Starsailor is the sixth studio album by Tim Buckley, released on Herb Cohen's Straight Records label in November 1970. Starsailor marks Buckley's full embrace of avant-garde and jazz-rock styles into his music. Although it alienated elements of his fanbase upon release,[1] it also contains his best known song, "Song to the Siren", which was written much earlier than the rest of the material. Bunk Gardner, a former member of the Mothers of Invention, joined Buckley's backing band to record the album. Also, Buckley began working again with lyricist Larry Beckett, after a three-album hiatus.
Leontyne Price attended a concert in New York City during the supporting tour and told Buckley, "Boy, I wish they were writing things like that for us opera singers," to which Buckley responded, "Well, do what I did; get your own band."
"Starsailor" is a literal English rendering of the Greek-derived word "astronaut."
While the revival of "Song to the Siren" renewed interest in Buckley amongst independent artists in the 1980s, the success of his estranged son, Jeff Buckley, in the 1990s, inspired indie rock artists to look at the career of his father.[2] The British band Starsailor took their name from this album.
The album had a brief reissue on CD by the Enigma Retro label, but like the other Tim Buckley release on the Straight Records label (1969's Blue Afternoon), it drifted out of print due to legal battles over who owned the rights to the music. This stems back to a 1976 separation and lawsuit between Herb Cohen and Frank Zappa, the co-owners of Straight Records.[3] As a result, many of the albums released on Straight (including Captain Beefheart's Lick My Decals Off, Baby) are very difficult to find on CD. In 2006, the album was released on the iTunes Music Store, making it available to the general public once more. In 2007, 4 Men With Beards reissued the album on vinyl, as well as the rest of Tim Buckley's nine-album catalogue. However, CD copies of this and Blue Afternoon remained out of print and difficult to find on the market until the release in 2017 of The Complete Album Collection box set.
Starsailor was featured at #50 in Pitchfork's 2004 list of The 100 Best Albums of the 1970s.[6] Reviewer Dominique Leone said of the album, "Starsailor is a masterpiece in every sense. It captured its maker at his freest and most willing to throw caution and sales to the wind, while simultaneously at his most creative and most capable of pulling off songs and moods that, from practically anyone else, would sound cartoonish, clumsy and confused."[6]
In addition, Starsailor was selected as the 47th best rock record of all time in the 1987 book The Top 100 Rock 'n' Roll Albums of All Time.[7]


§ **EXERCISE AIM**
What you hand back must match the listing exactly.

---*---

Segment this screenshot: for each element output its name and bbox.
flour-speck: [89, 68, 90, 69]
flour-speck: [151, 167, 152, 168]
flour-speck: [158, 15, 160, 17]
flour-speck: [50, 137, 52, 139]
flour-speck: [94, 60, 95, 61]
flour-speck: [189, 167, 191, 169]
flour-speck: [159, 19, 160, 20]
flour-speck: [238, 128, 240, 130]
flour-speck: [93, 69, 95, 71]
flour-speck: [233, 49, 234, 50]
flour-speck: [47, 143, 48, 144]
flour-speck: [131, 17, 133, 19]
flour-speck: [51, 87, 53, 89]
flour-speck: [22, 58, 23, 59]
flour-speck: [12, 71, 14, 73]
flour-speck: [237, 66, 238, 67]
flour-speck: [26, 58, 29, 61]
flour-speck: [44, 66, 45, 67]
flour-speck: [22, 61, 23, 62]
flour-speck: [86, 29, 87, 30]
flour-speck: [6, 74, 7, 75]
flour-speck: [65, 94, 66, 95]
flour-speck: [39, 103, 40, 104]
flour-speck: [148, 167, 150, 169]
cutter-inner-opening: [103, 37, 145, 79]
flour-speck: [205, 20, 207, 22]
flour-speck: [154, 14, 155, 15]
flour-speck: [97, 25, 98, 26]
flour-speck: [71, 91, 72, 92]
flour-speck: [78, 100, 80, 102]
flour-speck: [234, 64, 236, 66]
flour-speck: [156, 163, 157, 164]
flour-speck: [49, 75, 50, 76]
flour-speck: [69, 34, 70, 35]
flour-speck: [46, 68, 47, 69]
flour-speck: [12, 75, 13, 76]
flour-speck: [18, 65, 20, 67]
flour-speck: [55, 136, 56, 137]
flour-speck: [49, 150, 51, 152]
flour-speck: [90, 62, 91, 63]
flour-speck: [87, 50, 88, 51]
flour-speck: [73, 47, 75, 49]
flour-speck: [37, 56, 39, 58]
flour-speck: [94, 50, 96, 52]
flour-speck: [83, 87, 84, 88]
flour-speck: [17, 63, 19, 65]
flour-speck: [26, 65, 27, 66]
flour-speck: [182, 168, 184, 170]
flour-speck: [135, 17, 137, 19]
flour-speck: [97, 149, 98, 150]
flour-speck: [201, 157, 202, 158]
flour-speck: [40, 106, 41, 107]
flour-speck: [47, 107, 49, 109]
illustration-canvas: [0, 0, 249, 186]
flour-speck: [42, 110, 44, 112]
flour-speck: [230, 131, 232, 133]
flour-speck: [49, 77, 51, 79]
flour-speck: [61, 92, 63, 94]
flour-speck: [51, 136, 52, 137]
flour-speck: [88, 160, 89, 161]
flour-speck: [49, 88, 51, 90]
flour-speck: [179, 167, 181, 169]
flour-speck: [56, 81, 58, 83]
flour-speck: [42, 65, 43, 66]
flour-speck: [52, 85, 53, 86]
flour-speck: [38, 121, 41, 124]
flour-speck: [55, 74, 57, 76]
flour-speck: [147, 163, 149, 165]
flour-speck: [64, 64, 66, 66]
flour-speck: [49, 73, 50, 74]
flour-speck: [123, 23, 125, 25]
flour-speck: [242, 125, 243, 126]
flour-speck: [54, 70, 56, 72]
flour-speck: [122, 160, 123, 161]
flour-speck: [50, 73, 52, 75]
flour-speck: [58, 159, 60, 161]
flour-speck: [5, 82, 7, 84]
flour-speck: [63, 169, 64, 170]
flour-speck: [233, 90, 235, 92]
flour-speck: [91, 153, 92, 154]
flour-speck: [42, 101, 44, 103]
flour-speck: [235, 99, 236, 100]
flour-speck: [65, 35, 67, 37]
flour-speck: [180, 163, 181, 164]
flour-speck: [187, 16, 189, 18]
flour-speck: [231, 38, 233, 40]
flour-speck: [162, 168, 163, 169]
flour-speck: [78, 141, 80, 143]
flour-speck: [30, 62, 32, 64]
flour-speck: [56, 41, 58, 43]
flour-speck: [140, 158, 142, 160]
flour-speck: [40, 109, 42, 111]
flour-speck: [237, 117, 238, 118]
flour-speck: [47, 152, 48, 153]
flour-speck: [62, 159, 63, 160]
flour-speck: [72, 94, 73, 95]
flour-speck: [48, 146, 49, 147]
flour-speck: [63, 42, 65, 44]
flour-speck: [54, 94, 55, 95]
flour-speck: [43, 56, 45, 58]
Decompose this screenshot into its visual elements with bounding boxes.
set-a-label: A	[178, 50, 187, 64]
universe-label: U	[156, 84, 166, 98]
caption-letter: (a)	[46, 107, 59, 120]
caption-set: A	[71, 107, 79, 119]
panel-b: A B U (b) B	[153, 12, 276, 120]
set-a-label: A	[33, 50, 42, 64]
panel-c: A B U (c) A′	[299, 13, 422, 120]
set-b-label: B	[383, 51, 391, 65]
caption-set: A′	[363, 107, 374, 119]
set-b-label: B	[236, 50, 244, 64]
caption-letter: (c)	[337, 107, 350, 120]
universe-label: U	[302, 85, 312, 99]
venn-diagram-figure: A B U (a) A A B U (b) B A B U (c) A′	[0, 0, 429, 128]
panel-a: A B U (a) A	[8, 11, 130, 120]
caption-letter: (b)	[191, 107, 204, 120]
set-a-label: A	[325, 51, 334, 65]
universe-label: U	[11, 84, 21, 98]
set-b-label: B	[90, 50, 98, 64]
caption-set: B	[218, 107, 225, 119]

---*---

§ **EXERCISE ANSWER**
Segment this screenshot: for each element output its name and bbox.
flour-speck: [89, 68, 90, 69]
flour-speck: [151, 167, 152, 168]
flour-speck: [158, 15, 160, 17]
flour-speck: [50, 137, 52, 139]
flour-speck: [94, 60, 95, 61]
flour-speck: [189, 167, 191, 169]
flour-speck: [159, 19, 160, 20]
flour-speck: [238, 128, 240, 130]
flour-speck: [93, 69, 95, 71]
flour-speck: [233, 49, 234, 50]
flour-speck: [47, 143, 48, 144]
flour-speck: [131, 17, 133, 19]
flour-speck: [51, 87, 53, 89]
flour-speck: [22, 58, 23, 59]
flour-speck: [12, 71, 14, 73]
flour-speck: [237, 66, 238, 67]
flour-speck: [26, 58, 29, 61]
flour-speck: [44, 66, 45, 67]
flour-speck: [22, 61, 23, 62]
flour-speck: [86, 29, 87, 30]
flour-speck: [6, 74, 7, 75]
flour-speck: [65, 94, 66, 95]
flour-speck: [39, 103, 40, 104]
flour-speck: [148, 167, 150, 169]
cutter-inner-opening: [103, 37, 145, 79]
flour-speck: [205, 20, 207, 22]
flour-speck: [154, 14, 155, 15]
flour-speck: [97, 25, 98, 26]
flour-speck: [71, 91, 72, 92]
flour-speck: [78, 100, 80, 102]
flour-speck: [234, 64, 236, 66]
flour-speck: [156, 163, 157, 164]
flour-speck: [49, 75, 50, 76]
flour-speck: [69, 34, 70, 35]
flour-speck: [46, 68, 47, 69]
flour-speck: [12, 75, 13, 76]
flour-speck: [18, 65, 20, 67]
flour-speck: [55, 136, 56, 137]
flour-speck: [49, 150, 51, 152]
flour-speck: [90, 62, 91, 63]
flour-speck: [87, 50, 88, 51]
flour-speck: [73, 47, 75, 49]
flour-speck: [37, 56, 39, 58]
flour-speck: [94, 50, 96, 52]
flour-speck: [83, 87, 84, 88]
flour-speck: [17, 63, 19, 65]
flour-speck: [26, 65, 27, 66]
flour-speck: [182, 168, 184, 170]
flour-speck: [135, 17, 137, 19]
flour-speck: [97, 149, 98, 150]
flour-speck: [201, 157, 202, 158]
flour-speck: [40, 106, 41, 107]
flour-speck: [47, 107, 49, 109]
illustration-canvas: [0, 0, 249, 186]
flour-speck: [42, 110, 44, 112]
flour-speck: [230, 131, 232, 133]
flour-speck: [49, 77, 51, 79]
flour-speck: [61, 92, 63, 94]
flour-speck: [51, 136, 52, 137]
flour-speck: [88, 160, 89, 161]
flour-speck: [49, 88, 51, 90]
flour-speck: [179, 167, 181, 169]
flour-speck: [56, 81, 58, 83]
flour-speck: [42, 65, 43, 66]
flour-speck: [52, 85, 53, 86]
flour-speck: [38, 121, 41, 124]
flour-speck: [55, 74, 57, 76]
flour-speck: [147, 163, 149, 165]
flour-speck: [64, 64, 66, 66]
flour-speck: [49, 73, 50, 74]
flour-speck: [123, 23, 125, 25]
flour-speck: [242, 125, 243, 126]
flour-speck: [54, 70, 56, 72]
flour-speck: [122, 160, 123, 161]
flour-speck: [50, 73, 52, 75]
flour-speck: [58, 159, 60, 161]
flour-speck: [5, 82, 7, 84]
flour-speck: [63, 169, 64, 170]
flour-speck: [233, 90, 235, 92]
flour-speck: [91, 153, 92, 154]
flour-speck: [42, 101, 44, 103]
flour-speck: [235, 99, 236, 100]
flour-speck: [65, 35, 67, 37]
flour-speck: [180, 163, 181, 164]
flour-speck: [187, 16, 189, 18]
flour-speck: [231, 38, 233, 40]
flour-speck: [162, 168, 163, 169]
flour-speck: [78, 141, 80, 143]
flour-speck: [30, 62, 32, 64]
flour-speck: [56, 41, 58, 43]
flour-speck: [140, 158, 142, 160]
flour-speck: [40, 109, 42, 111]
flour-speck: [237, 117, 238, 118]
flour-speck: [47, 152, 48, 153]
flour-speck: [62, 159, 63, 160]
flour-speck: [72, 94, 73, 95]
flour-speck: [48, 146, 49, 147]
flour-speck: [63, 42, 65, 44]
flour-speck: [54, 94, 55, 95]
flour-speck: [43, 56, 45, 58]
Decompose this screenshot into its visual elements with bounding boxes.
set-a-label: A	[178, 50, 187, 64]
universe-label: U	[156, 84, 166, 98]
caption-letter: (a)	[46, 107, 59, 120]
caption-set: A	[71, 107, 79, 119]
panel-b: A B U (b) B	[153, 12, 276, 120]
set-a-label: A	[33, 50, 42, 64]
panel-c: A B U (c) A′	[299, 13, 422, 120]
set-b-label: B	[383, 51, 391, 65]
caption-set: A′	[363, 107, 374, 119]
set-b-label: B	[236, 50, 244, 64]
caption-letter: (c)	[337, 107, 350, 120]
universe-label: U	[302, 85, 312, 99]
venn-diagram-figure: A B U (a) A A B U (b) B A B U (c) A′	[0, 0, 429, 128]
panel-a: A B U (a) A	[8, 11, 130, 120]
caption-letter: (b)	[191, 107, 204, 120]
set-a-label: A	[325, 51, 334, 65]
universe-label: U	[11, 84, 21, 98]
set-b-label: B	[90, 50, 98, 64]
caption-set: B	[218, 107, 225, 119]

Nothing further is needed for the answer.